Reply | Report Abuse | Link to thisI remember #1 reported on the news dec 1985.It was reported as a close call.
Reply | Report Abuse | Link to thisreally? how about this:
Reply | Report Abuse | Link to this*1. The US bank bailout exceeded the half-century lifetime budget of NASA. or *2. The US military spends as much in 23 days as NASA spends in a year - and that's when we're not fighting a war. or *3. The entire half-century budget of NASA equals the current two year budget of the US military.
I would rather have spent the money and gained the technology and knowledge from the space program then bailed a failing bank that shot itself in the foot. Oh and what good did the bail out do? Last I checked we are still in recession and the rich continue to get more rich as they buy up cheap assets.
So, before you try and "bash" NASA maybe you should do some research before posting what you did.
*Tweeted from @NeilTyson.
Just to clarify, the above post was to geojellyroll. Good day.
Reply | Report Abuse | Link to thissomeone will complain about anything. I suggest Jelly Roll focus on celebrity tweets rather than stressing out on the subject of the exploration of Space.
Reply | Report Abuse | Link to thisThere is more to NASA than the Shuttle program - much more. A huge number of NASA folks are silently breathing a sigh of relief that now it is safe for science and robots to come back into the light.

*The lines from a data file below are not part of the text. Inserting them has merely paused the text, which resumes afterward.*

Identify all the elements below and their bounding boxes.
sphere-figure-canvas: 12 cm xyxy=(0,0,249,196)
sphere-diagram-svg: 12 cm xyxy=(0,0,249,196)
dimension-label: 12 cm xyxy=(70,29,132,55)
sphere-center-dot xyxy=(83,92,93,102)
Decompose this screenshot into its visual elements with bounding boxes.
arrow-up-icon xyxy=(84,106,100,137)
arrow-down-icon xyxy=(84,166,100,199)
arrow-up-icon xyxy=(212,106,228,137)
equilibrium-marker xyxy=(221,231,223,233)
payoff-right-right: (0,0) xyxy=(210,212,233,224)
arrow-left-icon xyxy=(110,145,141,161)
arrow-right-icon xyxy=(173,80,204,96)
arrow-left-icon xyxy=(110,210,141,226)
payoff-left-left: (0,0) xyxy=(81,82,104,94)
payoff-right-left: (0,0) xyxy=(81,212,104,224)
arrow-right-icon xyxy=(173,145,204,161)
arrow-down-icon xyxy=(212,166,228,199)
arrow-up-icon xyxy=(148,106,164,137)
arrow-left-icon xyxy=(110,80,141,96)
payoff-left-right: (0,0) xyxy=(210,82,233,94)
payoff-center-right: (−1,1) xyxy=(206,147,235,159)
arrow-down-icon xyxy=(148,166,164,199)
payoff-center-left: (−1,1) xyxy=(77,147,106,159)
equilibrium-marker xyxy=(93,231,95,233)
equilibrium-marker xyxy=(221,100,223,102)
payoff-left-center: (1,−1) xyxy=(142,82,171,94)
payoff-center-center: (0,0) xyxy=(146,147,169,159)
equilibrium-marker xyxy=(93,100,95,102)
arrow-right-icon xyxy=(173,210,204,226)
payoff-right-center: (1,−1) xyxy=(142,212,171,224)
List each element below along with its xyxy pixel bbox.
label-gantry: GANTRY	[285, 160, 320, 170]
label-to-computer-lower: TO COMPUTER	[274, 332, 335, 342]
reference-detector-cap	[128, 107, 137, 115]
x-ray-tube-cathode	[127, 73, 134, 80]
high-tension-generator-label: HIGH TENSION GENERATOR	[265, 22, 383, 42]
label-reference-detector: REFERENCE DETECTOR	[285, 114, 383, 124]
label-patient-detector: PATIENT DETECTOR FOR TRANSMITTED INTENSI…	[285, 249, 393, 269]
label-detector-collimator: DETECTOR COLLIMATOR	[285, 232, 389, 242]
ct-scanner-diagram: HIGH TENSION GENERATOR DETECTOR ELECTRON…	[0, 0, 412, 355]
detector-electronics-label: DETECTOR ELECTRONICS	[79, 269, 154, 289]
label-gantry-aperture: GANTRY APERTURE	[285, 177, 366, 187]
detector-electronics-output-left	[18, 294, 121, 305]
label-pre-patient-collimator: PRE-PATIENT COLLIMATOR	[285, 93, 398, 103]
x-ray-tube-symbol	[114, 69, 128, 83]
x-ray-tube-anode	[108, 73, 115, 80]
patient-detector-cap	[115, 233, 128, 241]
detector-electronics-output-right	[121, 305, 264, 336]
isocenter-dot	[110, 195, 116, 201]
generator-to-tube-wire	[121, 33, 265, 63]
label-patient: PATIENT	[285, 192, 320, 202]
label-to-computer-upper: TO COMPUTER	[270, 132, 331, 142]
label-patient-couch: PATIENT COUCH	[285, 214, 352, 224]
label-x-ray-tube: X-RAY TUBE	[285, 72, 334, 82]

Reply | Report Abuse | Link to thisCarbon-based humans are not meant for space exploration. Our job on the evolutionary ladder is to construct our silicon-based descendants, who can be perfectly adapted to space. We've done a heckuva job evolving from lightning bolts & ammonia, but the very adaptions that brought us to this point make us unsuitable for the environments of space.
I doubt it will be the year 2043 predicted by Ray Kurzweil for the first sentient silicon life because we still don't know what that means. Will we make an Einstein, an Adolf Hitler, or a Sally Ride? But as we figure out how to stay alive on this planet, we'll sort out the constructs of intelligence and personality and make self-aware machines that can stand the rigors of space.
I am as proud as the next person to be a part of a race that produced the Space Shuttle. I am even more proud that we produced the two Martian rovers, Spirit & Opportunity, and the Hubble Space Telescope. To infinity, and beyond!
In reply to bender227: I like to compare NASA's budget to what our sociel programs spend. NASA said it would go to the Moon and build the shuttle, and did. HHS and HUD said they would alleviate poverty and fix the slums, and have not. And after forty years, nobody has shown me a single improvement traceable to defunding the Apollo Program and spending the money on "problems here on earth."
Reply | Report Abuse | Link to thisIn reply to ssidner: Spirit and Opportunity are fabulous machines. But in six years they've done as much as two human geologists could do in a couple of days.
What is all too likely to happen is we will decide we no longer need our own manned space flight. We'll just contract it to the Russians and, later, the Chinese. But the money won't be spent on other science. It will be spent funding Lifestyles of the Selfish and Irresponsible. The money will simply disappear and we will get zero in return.